India Pharma Outlook Team | Monday, 15 January 2024
The US Food and Drug Administration (FDA) has approved Merck's anti-PD-1 therapy, Keytruda, in conjunction with chemotherapy radiation therapy (CRT) for the treatment of patients with FIGO (International Federation of Gynecology and Obstetrics) 2014 Stage III-IVA cervical cancer. Merck is referred to as MSD outside of the US and Canada.
The approval is based on data from the phase 3 KEYNOTE-A18 trial, in which Keytruda plus CRT demonstrated an improvement in progression-free survival (PFS), reducing the risk of disease progression or death by 41% (HR=0.59 [95% CI, 0.43-0.82]) compared to placebo plus CRT in patients with FIGO 2014 Stage III-IVA disease. Median PFS was not reached in either group. This approval marks the third indication for Keytruda in cervical cancer and the 39th indication for Keytruda in the US, as per pharmabiz.
“Today’s approval of Keytruda plus chemoradiotherapy is welcome news and gives patients with newly diagnosed FIGO 2014 Stage III-IVA cervical cancer, for the first time ever, the option of an anti-PD-1-based regimen to treat their cancer,” said Dr. Bradley Monk, oncologist and professor of obstetrics and gynaecology at University of Arizona’s College of Medicine and Creighton University School of Medicine. “This Keytruda-based regimen offers a new treatment option for these patients, so today’s approval has important implications for the way we treat them moving forward.”

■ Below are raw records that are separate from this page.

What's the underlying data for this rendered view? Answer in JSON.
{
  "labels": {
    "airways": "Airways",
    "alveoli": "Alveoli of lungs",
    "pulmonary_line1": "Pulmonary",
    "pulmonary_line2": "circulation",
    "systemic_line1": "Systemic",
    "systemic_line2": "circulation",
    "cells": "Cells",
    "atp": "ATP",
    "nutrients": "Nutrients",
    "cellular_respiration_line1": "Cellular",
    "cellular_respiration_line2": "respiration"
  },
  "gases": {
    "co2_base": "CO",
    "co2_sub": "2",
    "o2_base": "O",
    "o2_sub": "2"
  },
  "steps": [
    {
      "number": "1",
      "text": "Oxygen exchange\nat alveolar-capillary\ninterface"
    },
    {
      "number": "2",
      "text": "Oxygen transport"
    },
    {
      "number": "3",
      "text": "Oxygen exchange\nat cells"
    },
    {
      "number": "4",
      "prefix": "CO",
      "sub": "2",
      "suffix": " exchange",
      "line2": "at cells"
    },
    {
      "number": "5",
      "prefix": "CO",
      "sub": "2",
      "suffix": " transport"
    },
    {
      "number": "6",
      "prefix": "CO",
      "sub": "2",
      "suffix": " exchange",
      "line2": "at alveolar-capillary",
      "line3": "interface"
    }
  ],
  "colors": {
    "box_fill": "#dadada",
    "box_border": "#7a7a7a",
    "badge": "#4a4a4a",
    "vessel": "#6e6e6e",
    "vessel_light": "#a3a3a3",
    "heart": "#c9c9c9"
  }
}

Immune-mediated adverse reactions, which can be severe or lethal, can occur in any organ or tissue and affect several physiological systems at the same time. Keytruda medication can cause immune-mediated adverse responses such as pneumonitis, colitis, hepatitis, endocrinopathies, nephritis, dermatologic reactions, solid organ transplant rejection, and problems of allogeneic hematopoietic stem cell transplantation. The important immune-mediated adverse reactions listed here may not contain all potentially severe and fatal immune-mediated adverse events.